NatPower UK has secured an agreement with Sembcorp Utilities UK Limited for a 32-acre site at Wilton International in Redcar to deliver what it describes as the United Kingdom’s first utility-scale grid storage project to combine dedicated port electrification infrastructure. The plan centers on a large battery installation integrated with facilities intended to connect directly with maritime activity, marking a notable convergence of energy and transport infrastructure within a single development.
The project will feature a 1-gigawatt (GW) / 8 gigawatt-hour (GWh) lithium-ion Battery Energy Storage System (BESS). According to the announcement, the system will use lithium-ion technology at a scale designed for national electricity system needs. With its headline ratings, the asset signals a significant multi-hour energy buffer that can be dispatched to support the power system and, crucially, the adjacent dedicated port interface. By coupling a high-capacity battery with port-focused assets, the developers aim to address simultaneous demands on the grid and the port.
Project overview
While utility-scale battery plants are increasingly common in advanced power markets, the explicit combination of a grid-connected storage asset with dedicated port electrification infrastructure is comparatively rare. This configuration is designed to place a sizeable, responsive power resource near maritime operations, where electrified activities can benefit from the immediacy and controllability that battery storage offers. The approach reflects a broader trend to position flexible capacity closer to end uses that face variable and sometimes intense demand profiles.
Battery storage projects of this magnitude are typically developed to absorb excess generation, discharge during periods of higher demand, and provide fast-acting services that support system stability. By virtue of their response speed and modularity, such installations can complement variable renewable generation and help reduce curtailment. In parallel, having storage proximate to energy-intensive clusters can reduce transmission constraints and improve local resilience, although the precise service stack for this asset has not been detailed in the provided information.

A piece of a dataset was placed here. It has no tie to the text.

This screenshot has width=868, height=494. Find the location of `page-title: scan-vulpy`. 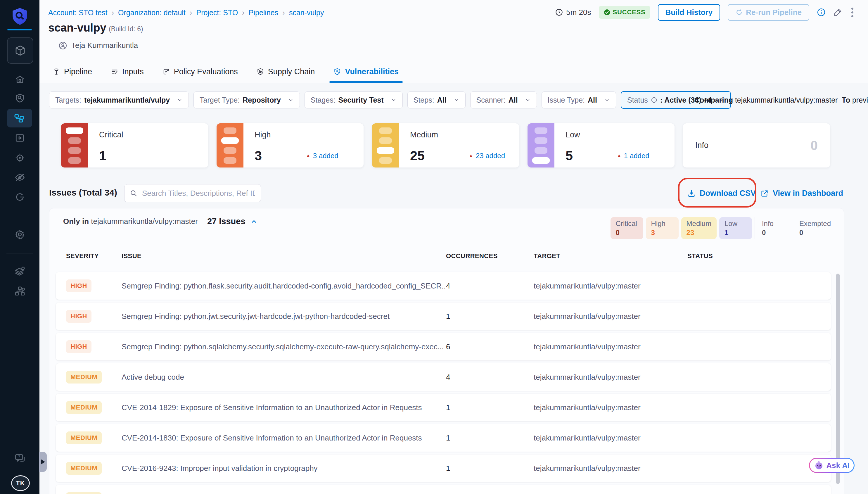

In maritime settings, dedicated electrification infrastructure generally seeks to reduce local emissions, noise, and fuel use by enabling onshore electrical supply for dockside operations. The presence of a large-scale battery adjacent to such infrastructure can, in principle, help manage load peaks and align consumption with periods of lower system stress. The announcement highlights the siting choice—within a major industrial location at Wilton International in Redcar—but does not enumerate specific operational modes for the integrated facilities, leaving room for future disclosures on technical configurations and use cases.
Location and counterparties are clearly set out: the site is at Wilton International in Redcar, and the agreement is with Sembcorp Utilities UK Limited, the site’s utility services provider. The storage asset is described as 1 GW/8 GWh and lithium-ion-based, underlining the pursuit of high power and substantial energy duration in one installation. Beyond these parameters, the information supplied does not include a commissioning timeline, investment figures, or a delivery schedule. As with many early-stage announcements, additional commercial and technical details typically emerge as permitting, procurement, and grid-connection processes advance.
By setting out to deliver the UK’s first utility-scale project to combine these elements at a single location, the initiative establishes a reference point for integrated energy and transport infrastructure. It underscores how large storage can be positioned to serve both system-level needs and adjacent industrial or maritime demand centers. The collaboration—anchored by an agreement with Sembcorp Utilities UK Limited—also signals the importance of partnerships that can align land, utility services, and project execution. Whether measured by the 32-acre footprint, the headline 1 GW power rating, or the inclusion of dedicated port infrastructure, the project’s contours point to a materially scaled development with national relevance.
In sum, the Wilton International development pairs a high-capacity gigawatt-scale battery with infrastructure intended to serve electrified maritime activity, within a single industrial site. The 1 GW/8 GWh specification situates the plant among the larger planned BESS assets in the country, and its coupling with a port-facing element distinguishes it within the UK context. As further details emerge, attention will likely focus on how the project’s design formalizes the interface between storage operations and dedicated maritime electrification, and how that interface performs under real-world operating conditions.